What Light: This Week’s Poem: Thom Swiss
"In the Recording Studio," this week's What Light poem by Thom Swiss, was selected by acclaimed poet William Stobb.
In the Recording Studio
Vengeance, hate, misery,
obsession:
the central themes need focus.
Loop the sound processor to the air-conditioner
and you might get lucky
(somebody says to the singer).
What do you say?
There are noises in heaven
as there are here on earth. And music,
which is coded noise,
and a million listeners, listening.
There are notes crowding other notes.
Static and surge.
There is a fake book in which all
of this is written,
sampled, erased, and re-recorded:
gorgeous as it is full of gaps.
Poetics
A photograph is a secret about a secret.
The more it tells you, the less you know.
Diane Arbus
I’m interested in images as well as poemsthey do some of the same cultural work. Mostly recently, I have been thinking about portraits, photographic portraits, of both writers and musicians. These portraits play an important role in creating the celebrity culture of poetry, fiction, and pop music. Among other things, they reinforce and amplify the personalities we imagine writing the poems, say, or making the recordings and giving the performances that constitute an artist’s principle body of work. Some photos of writers and musicians also embody particular artistic designs, demonstrating how aesthetic form and social content are brought together in and through the image. It is these photographs that I’m writing about, as a side project, just now.
Biography
Thom Swiss teaches at the University of Minnesota and is the author of several books of poems, including Rough Cut from the University of Illinois Press. He is the co-editor of a number of books, including Key Concepts for Popular Music and Culture and, forthcoming from the MIT Press, New Media Poetics. Hes President of the Board of Directors of The Electronic Literature Organization and editor of the Iowa Review Web at the University of Iowa.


*Task item*
Search the entries below. Return every line that has "ticket" in it.

———

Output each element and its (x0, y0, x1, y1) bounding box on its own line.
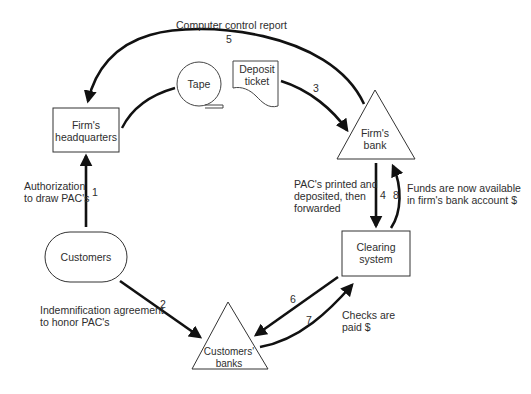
deposit-ticket-line2: ticket (236, 75, 278, 87)
customers-label: Customers (45, 251, 127, 263)
headquarters-label-line1: Firm's (53, 119, 119, 131)
flow-4-line3: forwarded (294, 202, 378, 214)
arrow-6 (256, 277, 338, 335)
flow-4-line1: PAC's printed and (294, 178, 378, 190)
flow-4-label: PAC's printed and deposited, then forwar… (294, 178, 378, 214)
flow-1-number: 1 (92, 186, 98, 198)
pac-flow-diagram: Firm's headquarters Tape Deposit ticket … (0, 0, 531, 394)
deposit-ticket-line1: Deposit (236, 63, 278, 75)
flow-5-number: 5 (226, 33, 232, 45)
flow-4-line2: deposited, then (294, 190, 378, 202)
flow-8-label: Funds are now available in firm's bank a… (407, 182, 521, 206)
customers-banks-line1: Customers' (200, 346, 258, 358)
clearing-system-line2: system (342, 253, 410, 265)
firms-bank-line1: Firm's (350, 127, 400, 139)
flow-3-number: 3 (313, 82, 319, 94)
flow-2-line2: to honor PAC's (40, 316, 164, 328)
tape-label: Tape (180, 78, 218, 90)
flow-2-line1: Indemnification agreement (40, 304, 164, 316)
flow-8-line1: Funds are now available (407, 182, 521, 194)
customers-banks-line2: banks (200, 358, 258, 370)
flow-8-number: 8 (393, 189, 399, 201)
headquarters-label-line2: headquarters (53, 131, 119, 143)
deposit-ticket-label: Deposit ticket (236, 63, 278, 87)
flow-7-label: Checks are paid $ (342, 309, 395, 333)
firms-bank-line2: bank (350, 139, 400, 151)
customers-banks-label: Customers' banks (200, 346, 258, 370)
flow-1-label: Authorization to draw PAC's (24, 180, 89, 204)
clearing-system-label: Clearing system (342, 241, 410, 265)
flow-5-label: Computer control report (176, 19, 287, 31)
flow-4-number: 4 (380, 189, 386, 201)
flow-1-line1: Authorization (24, 180, 89, 192)
flow-6-number: 6 (290, 293, 296, 305)
flow-7-line1: Checks are (342, 309, 395, 321)
flow-7-line2: paid $ (342, 321, 395, 333)
tape-to-hq-line (122, 88, 175, 128)
firms-bank-label: Firm's bank (350, 127, 400, 151)
clearing-system-line1: Clearing (342, 241, 410, 253)
flow-1-line2: to draw PAC's (24, 192, 89, 204)
flow-7-number: 7 (306, 314, 312, 326)
flow-2-label: Indemnification agreement to honor PAC's (40, 304, 164, 328)
flow-2-number: 2 (160, 298, 166, 310)
headquarters-label: Firm's headquarters (53, 119, 119, 143)
flow-8-line2: in firm's bank account $ (407, 194, 521, 206)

———

*Task output*
deposit-ticket-line2: ticket (236, 75, 278, 87)
pac-flow-diagram: Firm's headquarters Tape Deposit ticket … (0, 0, 531, 394)
deposit-ticket-line1: Deposit (236, 63, 278, 75)
deposit-ticket-label: Deposit ticket (236, 63, 278, 87)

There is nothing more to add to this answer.